Thank you for the responses.
1) "One is significantly more orderly than the other".
I believe that I understand what you mean when you say this, but this common assumption is very problematic when analyzed from a musical perspective.
First of all, what is meant by order? Is it the presence of a time signature and the fact that every beat can be lined up with a metronome? If it is, and if this order is essential for good music, then Gregorian chant would be the worst music of all, since it totally lacks strict rhythm and when sung correctly is not and, arguably, should not be metronomically precise.
Part of what perpetuates the false relation between classical music and dogmatic rigidity is an anachronistic viewpoint on the history of classical music. It's very likely that what you perceive to be "disorder" in Jazz music are the improvisational elements that are essential and synonymous with this genre. However, it bears noting that improvisation was a crucial part of classical music until very recently, and that improvisation does not equate disorder.
As an example of the former, we have countless examples from the Baroque era of improvisation being an essential part of the musician's art. Contemporary sources describe the written out solos in Handel's organ concertos as mere skeletal outlines of what Handel would improvise in live concert. The unmeasured preludes of the French harpsichord school are nothing more than written out improvisations. The organ toccatas of Buxtehude, all of which were unpublished during his lifetime, were written out examples of what North German organists would play ex tempore, the same goes for John Stanley's voluntaries. The list goes on ad infinitum.
But perhaps it is not the improvisational elements of Jazz that you have a problem with - perhaps it is the manner of improvisational that leads you to think of Jazz as disorderly. I grant that some Jazz may sound cacophonous and disorganized. However, Jazz has very complicated and strict rhythms that an ear used to listening to strictly classical music may not be able to discern initially. Not that complicated rhythms and syncopation are alien to classical music (just try playing a Chopin mazurka if you want evidence of that), but the degree of complexity in Jazz can make the neophyte feel lost. Aside from that, successful improvisation requires the player to adhere to the same harmonic patterns as those the composer works out on paper. In this sense, the ex tempore playing is almost indistinguishable from composing. Improvisation is actually a very organized and methodical art, although the skilled improviser hides this with the natural fluidity of his playing.
2) "Lines have been blurred".
Indeed they have! Two of my favorite piano composers, Poulenc and Rachmaninoff, have jazz elements all over their music. Once in America, Rachmaninoff frequented clubs that had jazz bands to listen to the music.
I too like classical music. However, musically speaking I would much prefer to listen to a live jazz improvisation rather than a nondescript symphony, string quartet, or what have you littered with stereotyped ideas and harmonic progressions from the period, written by a composer who probably just jotted it down on the fly for some cash. There's a sense of urgency and sincerity in the former that appeals to me on a musical and human level.
Yes, I do enjoy weaving through the harmonic complexities of the Well-Tempered Clavier or the Goldberg Variations as a way to help my mind sift through the mess in the Modern church and to give some semblance of order to my highly disordered life, but other times it is much more effective to simply relax, let go, and indulge in the lush, sensuous harmonies of Jazz and forget about the worries of life for a few minutes....strangely, the only thing that has a similar effect is Renaissance music with very simple harmonic progressions that are still tinged with modal harmonies, such as the keyboard works of Sweelinck and Byrd.
3) "Classical music isn't associated with the sex and booze of the 1920's".
But you forgot the 1420's! Perhaps you don't realize that the polyphonic music, such as that of Palestrina's, that Catholicism has come to embrace is of profane origin and was allowed into the Church only very slowly and against great resistance.
I believe that musical merit can outweigh the particular influences or origins of a certain musical style after the passage of time.
I'll give one example. The tune that "O Sacred Head Now Wounded" is almost always sung to is of secular origin. To our modern ears, there is absolutely nothing profane about this tune, and when we sing it during Passiontide and Holy Week it is always a very grave and moving addition to the liturgical ceremonies. Yet, imagine what a 14th century layperson would think if he walked into one of our churches on Good Friday and heard this tune being sung in one of Bach's polyphonic arrangements! It would be like us walking into a church on Good Friday and hearing the choir singing the words to "O Sacred Head Now Wounded" to the music of "Smoke Gets in Your Eyes", complete with a saxophone soloist! (Oh wait, stuff like that already happens in the Novus Ordo...)
So yes, music can outlast and go beyond the limitations of its origins.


What you need to do:
Please, in the data that follows, copy exactly the lines from the line with "Find the location" through the last one, both included. Do not include pictures.

** Opening Records to use block **

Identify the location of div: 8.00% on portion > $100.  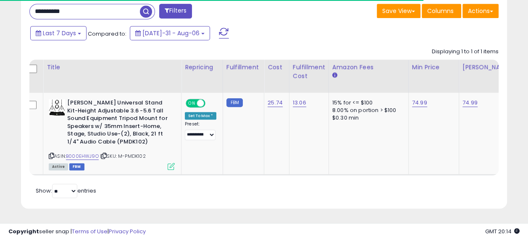
(367, 110).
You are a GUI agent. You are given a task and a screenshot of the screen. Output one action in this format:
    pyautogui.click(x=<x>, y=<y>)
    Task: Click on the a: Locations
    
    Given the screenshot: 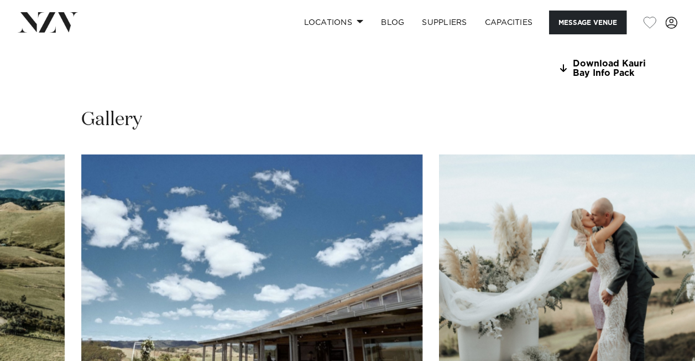 What is the action you would take?
    pyautogui.click(x=334, y=22)
    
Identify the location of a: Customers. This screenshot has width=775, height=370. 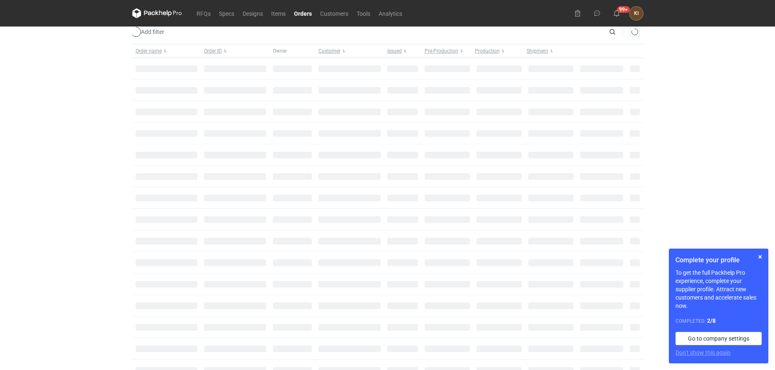
(334, 13).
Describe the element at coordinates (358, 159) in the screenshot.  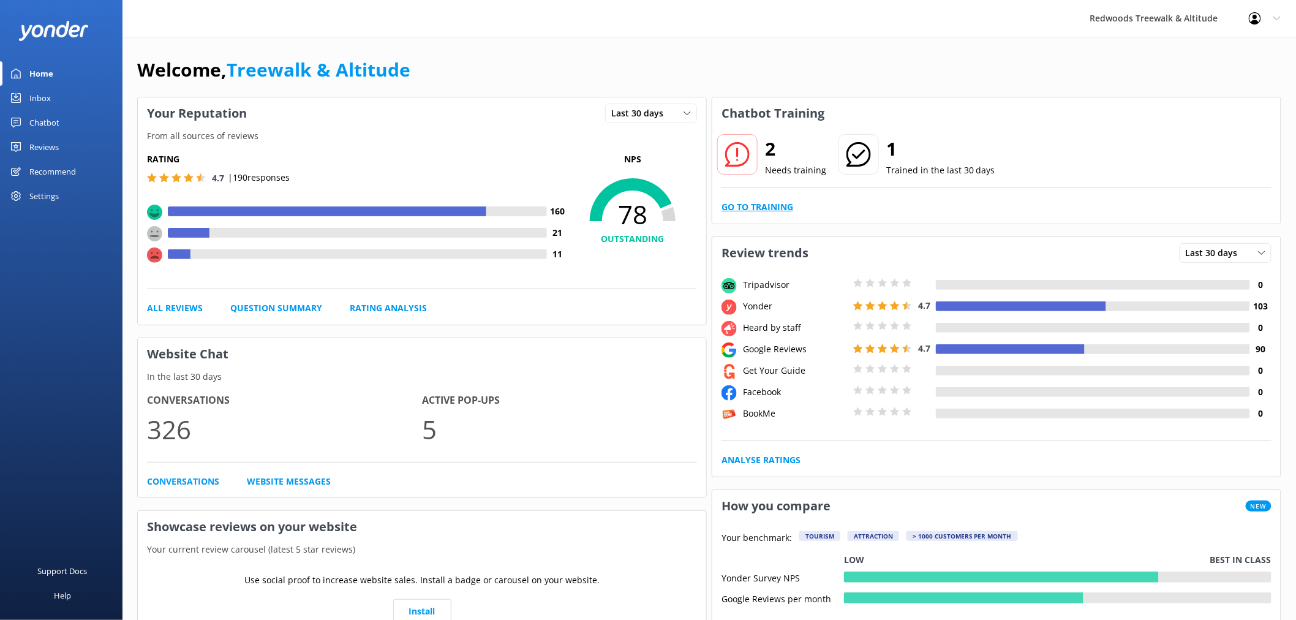
I see `h5: Rating` at that location.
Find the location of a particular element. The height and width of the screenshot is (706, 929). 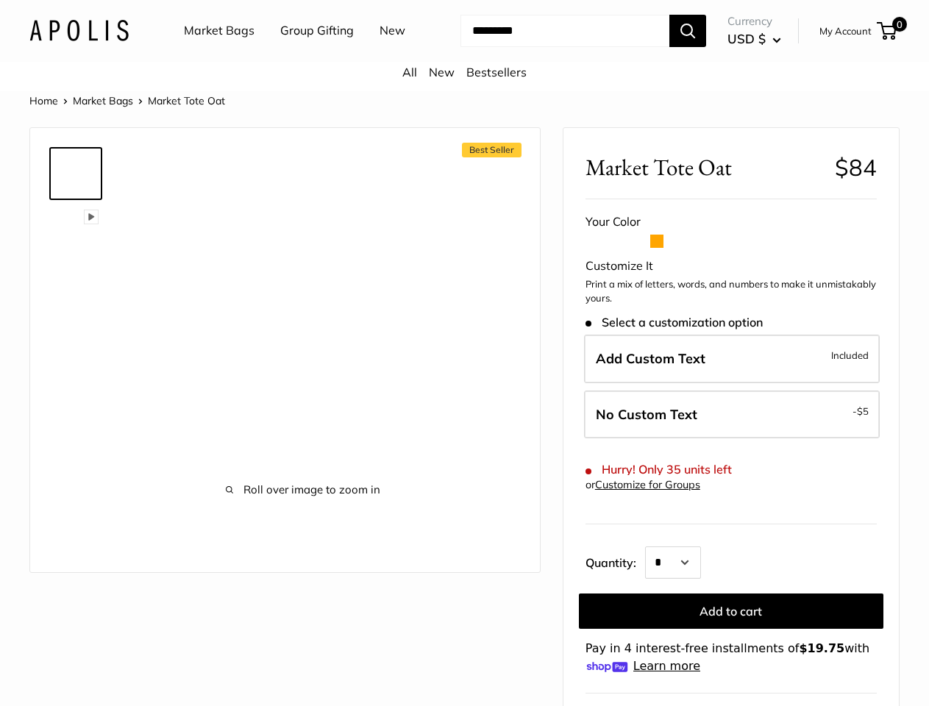

span: No Custom Text is located at coordinates (647, 414).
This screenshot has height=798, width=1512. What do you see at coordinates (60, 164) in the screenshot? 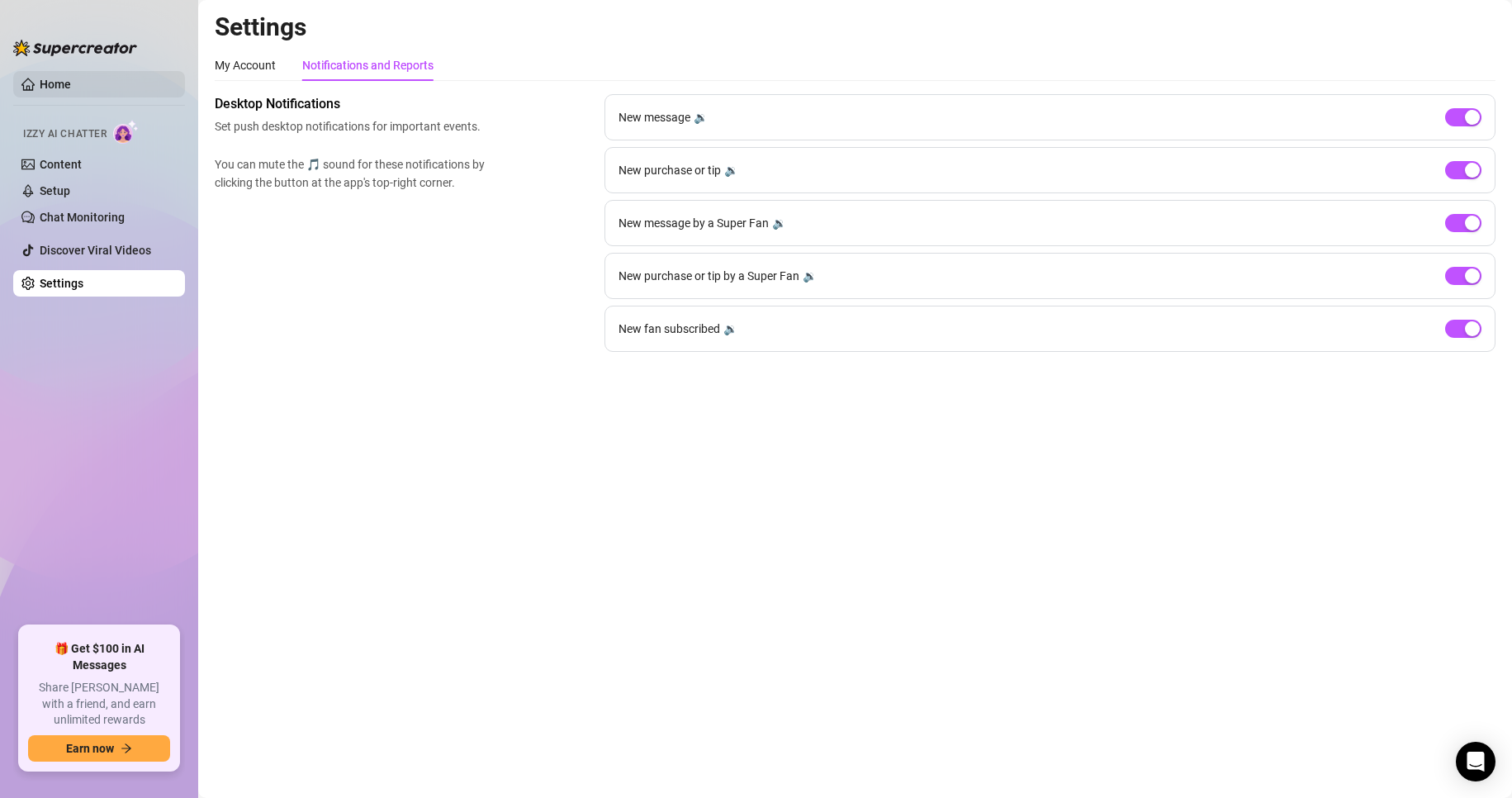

** Closing Records to use block **

Task output:
Find the location of a particular element. The height and width of the screenshot is (706, 929). 

span: No Custom Text is located at coordinates (647, 414).
This screenshot has height=798, width=1512. What do you see at coordinates (60, 164) in the screenshot? 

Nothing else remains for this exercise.